[Opening Records to use section]

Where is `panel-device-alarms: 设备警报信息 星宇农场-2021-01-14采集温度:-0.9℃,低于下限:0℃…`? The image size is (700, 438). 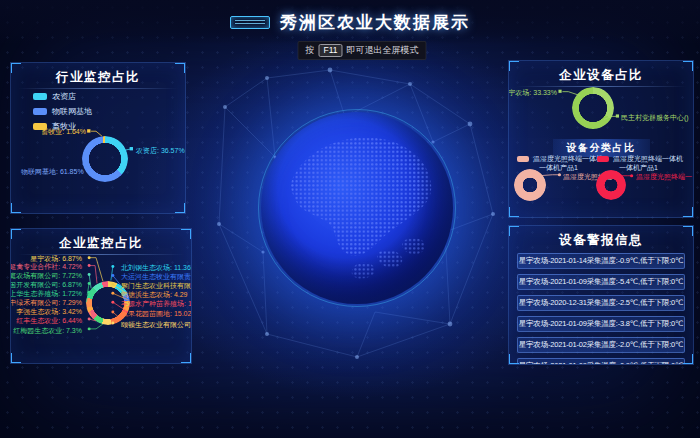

[Closing Records to use section]
[Opening Records to use section]

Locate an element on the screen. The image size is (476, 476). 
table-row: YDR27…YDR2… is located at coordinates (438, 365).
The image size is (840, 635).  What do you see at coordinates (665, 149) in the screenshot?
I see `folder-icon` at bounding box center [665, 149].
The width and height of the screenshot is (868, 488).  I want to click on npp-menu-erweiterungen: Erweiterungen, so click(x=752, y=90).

[Closing Records to use section]
[Opening Records to use section]

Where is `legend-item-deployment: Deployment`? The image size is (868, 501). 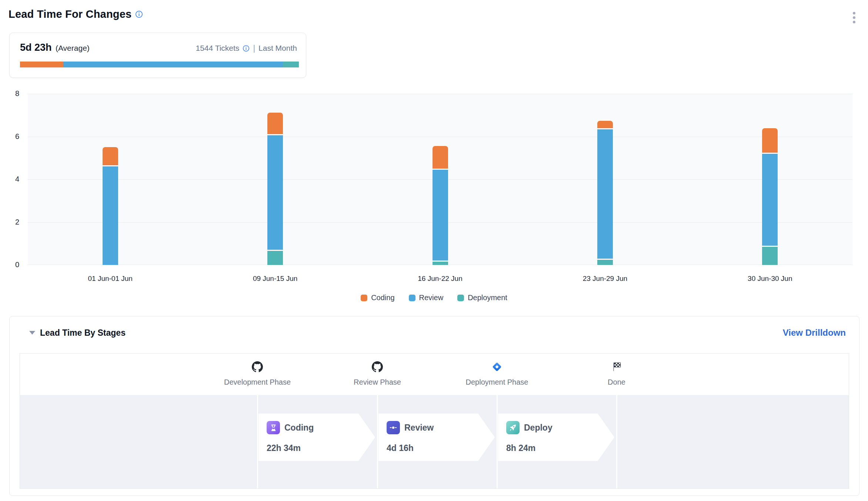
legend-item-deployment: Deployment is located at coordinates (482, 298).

[Closing Records to use section]

* _Your instructions_:
From the data above, output only the lines between the line containing "Locate an element" and the line containing "The width and", inclusive, exactly as written.

* _Answer space_:
Locate an element on the screen. The image size is (476, 476). 
table-row: YDR27…YDR2… is located at coordinates (438, 365).
The image size is (840, 635).  What do you see at coordinates (665, 149) in the screenshot?
I see `folder-icon` at bounding box center [665, 149].
The width and height of the screenshot is (868, 488).  I want to click on npp-menu-erweiterungen: Erweiterungen, so click(x=752, y=90).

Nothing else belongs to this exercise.